Jane shook her head. “I dislike Mr. Carlton personally very much,” she said. “Had he never entered our family to sow dissension in it, I should still have disliked him. But this must be a great trouble to Mr. Stephen Grey.”

“It is a great annoyance. I wonder sometimes that Stephen puts up with it so patiently. ‘It will come round with time,’ is all he says.”

“Has any clue been obtained to the unfortunate lady who died?” asked Jane.

“Not the slightest. She lies, poor thing, in the corner of St. Mark’s Churchyard, unclaimed and unknown.”

“But, has her husband never come forward to inquire after her?” exclaimed Lady Jane, in wonder. “It was said at the time, I remember, that he was travelling. Surely he must have returned?”

“No one whatever has come forward,” was Mr. Grey’s reply. “Neither he nor anybody else. In short, Lady Jane, but for that humble grave and the obloquy that has become the property of my brother Stephen, the whole affair might well seem a myth; a something that had only happened in a dream.”

“Does it not strike you as being altogether very singular?” said Lady Jane, after a pause of thought. “The affair itself, I mean.”

“Very much so indeed. It so impressed me at the time of the occurrence; far more than it did my brother.”

“It would almost seem as though—as though the poor young lady had had no husband,” concluded Lady Jane. “If it be not uncharitable to the dead to say so.”

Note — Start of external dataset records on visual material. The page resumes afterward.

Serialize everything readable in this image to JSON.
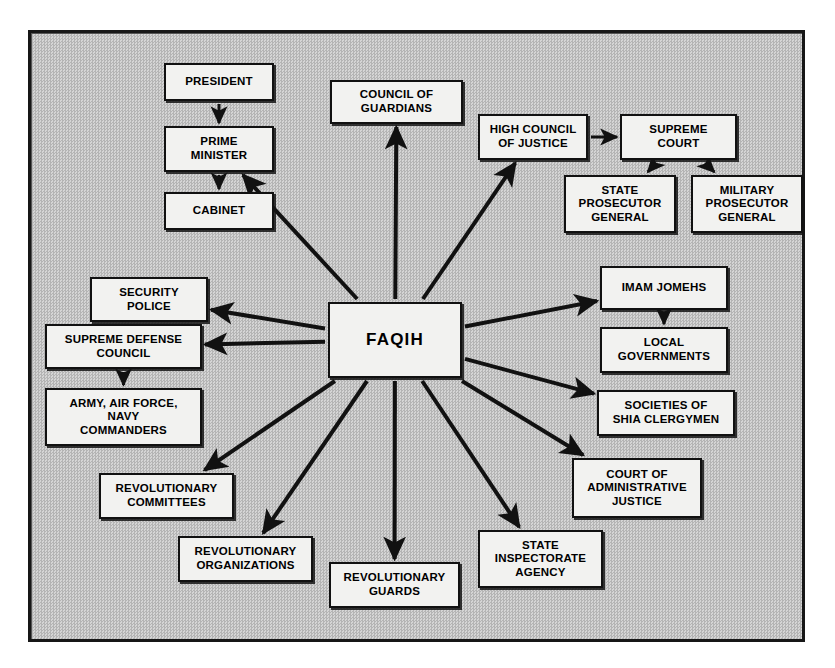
{
  "diagram": {
    "type": "organizational-hierarchy",
    "background_color": "#c3c3c3",
    "box_fill_color": "#f2f2f0",
    "line_color": "#111111",
    "frame": {
      "x": 28,
      "y": 30,
      "width": 777,
      "height": 612
    },
    "center_node": {
      "id": "faqih",
      "label": "FAQIH",
      "x": 328,
      "y": 302,
      "w": 134,
      "h": 76
    },
    "nodes": [
      {
        "id": "president",
        "label": "PRESIDENT",
        "x": 164,
        "y": 63,
        "w": 110,
        "h": 38
      },
      {
        "id": "prime-minister",
        "label": "PRIME\nMINISTER",
        "x": 164,
        "y": 126,
        "w": 110,
        "h": 46
      },
      {
        "id": "cabinet",
        "label": "CABINET",
        "x": 164,
        "y": 192,
        "w": 110,
        "h": 38
      },
      {
        "id": "council-guardians",
        "label": "COUNCIL OF\nGUARDIANS",
        "x": 330,
        "y": 80,
        "w": 133,
        "h": 44
      },
      {
        "id": "high-council",
        "label": "HIGH COUNCIL\nOF JUSTICE",
        "x": 478,
        "y": 114,
        "w": 110,
        "h": 46
      },
      {
        "id": "supreme-court",
        "label": "SUPREME\nCOURT",
        "x": 620,
        "y": 114,
        "w": 117,
        "h": 46
      },
      {
        "id": "state-prosecutor",
        "label": "STATE\nPROSECUTOR\nGENERAL",
        "x": 564,
        "y": 175,
        "w": 112,
        "h": 58
      },
      {
        "id": "military-prosecutor",
        "label": "MILITARY\nPROSECUTOR\nGENERAL",
        "x": 691,
        "y": 175,
        "w": 112,
        "h": 58
      },
      {
        "id": "security-police",
        "label": "SECURITY\nPOLICE",
        "x": 90,
        "y": 277,
        "w": 118,
        "h": 45
      },
      {
        "id": "supreme-defense",
        "label": "SUPREME DEFENSE\nCOUNCIL",
        "x": 45,
        "y": 324,
        "w": 157,
        "h": 45
      },
      {
        "id": "army-commanders",
        "label": "ARMY, AIR FORCE,\nNAVY\nCOMMANDERS",
        "x": 45,
        "y": 388,
        "w": 157,
        "h": 58
      },
      {
        "id": "imam-jomehs",
        "label": "IMAM JOMEHS",
        "x": 600,
        "y": 266,
        "w": 128,
        "h": 44
      },
      {
        "id": "local-governments",
        "label": "LOCAL\nGOVERNMENTS",
        "x": 600,
        "y": 327,
        "w": 128,
        "h": 46
      },
      {
        "id": "societies-shia",
        "label": "SOCIETIES OF\nSHIA CLERGYMEN",
        "x": 597,
        "y": 390,
        "w": 138,
        "h": 46
      },
      {
        "id": "court-admin",
        "label": "COURT OF\nADMINISTRATIVE\nJUSTICE",
        "x": 572,
        "y": 458,
        "w": 130,
        "h": 60
      },
      {
        "id": "rev-committees",
        "label": "REVOLUTIONARY\nCOMMITTEES",
        "x": 99,
        "y": 473,
        "w": 135,
        "h": 46
      },
      {
        "id": "rev-organizations",
        "label": "REVOLUTIONARY\nORGANIZATIONS",
        "x": 178,
        "y": 536,
        "w": 135,
        "h": 46
      },
      {
        "id": "rev-guards",
        "label": "REVOLUTIONARY\nGUARDS",
        "x": 329,
        "y": 562,
        "w": 131,
        "h": 46
      },
      {
        "id": "state-inspectorate",
        "label": "STATE\nINSPECTORATE\nAGENCY",
        "x": 478,
        "y": 530,
        "w": 125,
        "h": 58
      }
    ],
    "edges": [
      {
        "from": "president",
        "to": "prime-minister",
        "kind": "hierarchy"
      },
      {
        "from": "prime-minister",
        "to": "cabinet",
        "kind": "hierarchy"
      },
      {
        "from": "high-council",
        "to": "supreme-court",
        "kind": "hierarchy"
      },
      {
        "from": "supreme-court",
        "to": "state-prosecutor",
        "kind": "hierarchy"
      },
      {
        "from": "supreme-court",
        "to": "military-prosecutor",
        "kind": "hierarchy"
      },
      {
        "from": "supreme-defense",
        "to": "army-commanders",
        "kind": "hierarchy"
      },
      {
        "from": "imam-jomehs",
        "to": "local-governments",
        "kind": "hierarchy"
      },
      {
        "from": "faqih",
        "to": "prime-minister",
        "kind": "radial"
      },
      {
        "from": "faqih",
        "to": "council-guardians",
        "kind": "radial"
      },
      {
        "from": "faqih",
        "to": "high-council",
        "kind": "radial"
      },
      {
        "from": "faqih",
        "to": "security-police",
        "kind": "radial"
      },
      {
        "from": "faqih",
        "to": "supreme-defense",
        "kind": "radial"
      },
      {
        "from": "faqih",
        "to": "imam-jomehs",
        "kind": "radial"
      },
      {
        "from": "faqih",
        "to": "societies-shia",
        "kind": "radial"
      },
      {
        "from": "faqih",
        "to": "court-admin",
        "kind": "radial"
      },
      {
        "from": "faqih",
        "to": "state-inspectorate",
        "kind": "radial"
      },
      {
        "from": "faqih",
        "to": "rev-guards",
        "kind": "radial"
      },
      {
        "from": "faqih",
        "to": "rev-organizations",
        "kind": "radial"
      },
      {
        "from": "faqih",
        "to": "rev-committees",
        "kind": "radial"
      }
    ]
  }
}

“That is the opinion I incline to,” avowed Mr. John Grey. “My brother, on the contrary, will not entertain it; he feels certain, he says, that in that respect things were as straight as they ought to be. But for one thing, I should adopt my opinion indubitably, and go on, as a natural sequence, to the belief that she herself introduced the fatal drops into the draught.”

“And that one thing—what is it?” asked Jane, interested in spite of her own cares. But indeed the tragedy from the first had borne much interest for her—as it had for everybody else in South Wennock.

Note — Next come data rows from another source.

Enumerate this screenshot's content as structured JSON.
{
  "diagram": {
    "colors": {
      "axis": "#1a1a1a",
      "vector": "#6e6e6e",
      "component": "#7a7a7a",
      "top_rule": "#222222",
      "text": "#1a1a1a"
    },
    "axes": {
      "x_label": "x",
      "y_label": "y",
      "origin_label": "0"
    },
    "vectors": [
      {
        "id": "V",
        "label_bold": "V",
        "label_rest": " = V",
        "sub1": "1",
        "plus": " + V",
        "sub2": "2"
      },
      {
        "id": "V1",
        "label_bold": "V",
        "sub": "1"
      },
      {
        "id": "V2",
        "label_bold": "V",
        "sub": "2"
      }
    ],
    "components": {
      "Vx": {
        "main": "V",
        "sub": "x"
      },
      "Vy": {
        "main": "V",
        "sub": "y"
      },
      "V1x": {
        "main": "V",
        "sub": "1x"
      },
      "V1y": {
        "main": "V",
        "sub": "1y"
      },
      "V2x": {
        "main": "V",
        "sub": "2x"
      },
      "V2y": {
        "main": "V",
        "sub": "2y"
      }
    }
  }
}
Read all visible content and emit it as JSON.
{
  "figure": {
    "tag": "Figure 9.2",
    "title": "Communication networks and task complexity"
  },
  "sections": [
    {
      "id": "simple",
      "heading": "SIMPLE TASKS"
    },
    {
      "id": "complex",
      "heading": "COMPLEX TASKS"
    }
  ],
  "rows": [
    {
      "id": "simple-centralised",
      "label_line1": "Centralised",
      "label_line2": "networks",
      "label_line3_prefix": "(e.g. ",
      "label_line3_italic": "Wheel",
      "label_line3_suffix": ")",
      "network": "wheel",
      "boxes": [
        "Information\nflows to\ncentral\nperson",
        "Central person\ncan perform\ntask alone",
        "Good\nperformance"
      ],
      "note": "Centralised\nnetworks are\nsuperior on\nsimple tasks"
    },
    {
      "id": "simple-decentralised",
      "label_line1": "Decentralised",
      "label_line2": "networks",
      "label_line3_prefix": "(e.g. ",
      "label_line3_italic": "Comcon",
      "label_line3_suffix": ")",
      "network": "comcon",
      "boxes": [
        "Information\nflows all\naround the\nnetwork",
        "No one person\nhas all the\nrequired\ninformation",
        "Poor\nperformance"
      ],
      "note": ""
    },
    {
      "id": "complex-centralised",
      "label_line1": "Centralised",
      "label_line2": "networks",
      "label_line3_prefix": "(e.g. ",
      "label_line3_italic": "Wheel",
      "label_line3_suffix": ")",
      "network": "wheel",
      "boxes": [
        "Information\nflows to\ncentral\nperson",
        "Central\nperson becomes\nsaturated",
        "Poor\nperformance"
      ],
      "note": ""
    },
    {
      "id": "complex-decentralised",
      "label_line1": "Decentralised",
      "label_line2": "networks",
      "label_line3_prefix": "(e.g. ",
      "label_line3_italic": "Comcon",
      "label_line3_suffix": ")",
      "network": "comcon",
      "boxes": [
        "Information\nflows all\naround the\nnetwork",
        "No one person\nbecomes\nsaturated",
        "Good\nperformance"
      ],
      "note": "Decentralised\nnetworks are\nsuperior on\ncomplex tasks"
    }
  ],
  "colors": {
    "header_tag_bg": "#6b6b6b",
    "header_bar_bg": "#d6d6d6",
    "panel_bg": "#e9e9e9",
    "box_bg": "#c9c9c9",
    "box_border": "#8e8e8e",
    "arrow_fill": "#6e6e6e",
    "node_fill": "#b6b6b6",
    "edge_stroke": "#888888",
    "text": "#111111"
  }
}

“The face that was seen on the stairs by Mr. Carlton.”

“But I thought Mr. Carlton maintained afterwards that he had not seen any face there—that it was a misapprehension of his own?”

“Rely upon it, Mr. Carlton did see a face there, Lady Jane. The impression conveyed to his mind at the moment was, that a face—let us say a man—was there; and I believe it to have been a right one. The doubt arose to him afterwards with the improbability: and, for one thing, he may wish to believe that there was nobody, and to impress that belief upon others.”

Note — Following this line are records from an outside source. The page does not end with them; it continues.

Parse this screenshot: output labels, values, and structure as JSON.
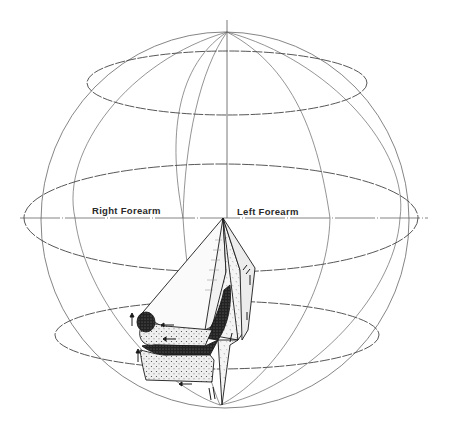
{
  "figure": {
    "type": "globe-diagram",
    "labels": {
      "right": "Right Forearm",
      "left": "Left Forearm"
    },
    "colors": {
      "background": "#ffffff",
      "line": "#555555",
      "ink": "#1a1a1a",
      "stipple_light": "#e8e8e8",
      "stipple_dark": "#2a2a2a"
    },
    "sphere": {
      "cx": 225,
      "cy": 220,
      "r": 187
    },
    "latitudes": [
      {
        "name": "upper",
        "cx": 227,
        "cy": 83,
        "rx": 140,
        "ry": 32
      },
      {
        "name": "equator",
        "cx": 221,
        "cy": 218,
        "rx": 197,
        "ry": 54
      },
      {
        "name": "lower",
        "cx": 217,
        "cy": 335,
        "rx": 162,
        "ry": 34
      }
    ]
  }
}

“But why should he wish to do that?” asked Jane.

“Because he must be aware that it was very careless of him not to have put the matter beyond doubt at the time. To see a man hovering in that stealthy manner near a sick lady’s room would be the signal for unearthing him to most medical attendants. It ought to have been so to Mr. Carlton; and he is no doubt secretly taking blame to himself for not having done it.”

“I thought he did search.”

“Yes, superficially. He carried out a candle and looked around. But he should have remained on the landing, and called to those below to bring lights, so as not to allow a chance of escape. Of course, he had no thought of evil.”

“And you connect that man with the evil?”

“I do,” said Mr. Grey, as he rose to leave. “There’s not a shadow of doubt on my mind that that man was the author of Mrs. Crane’s death.”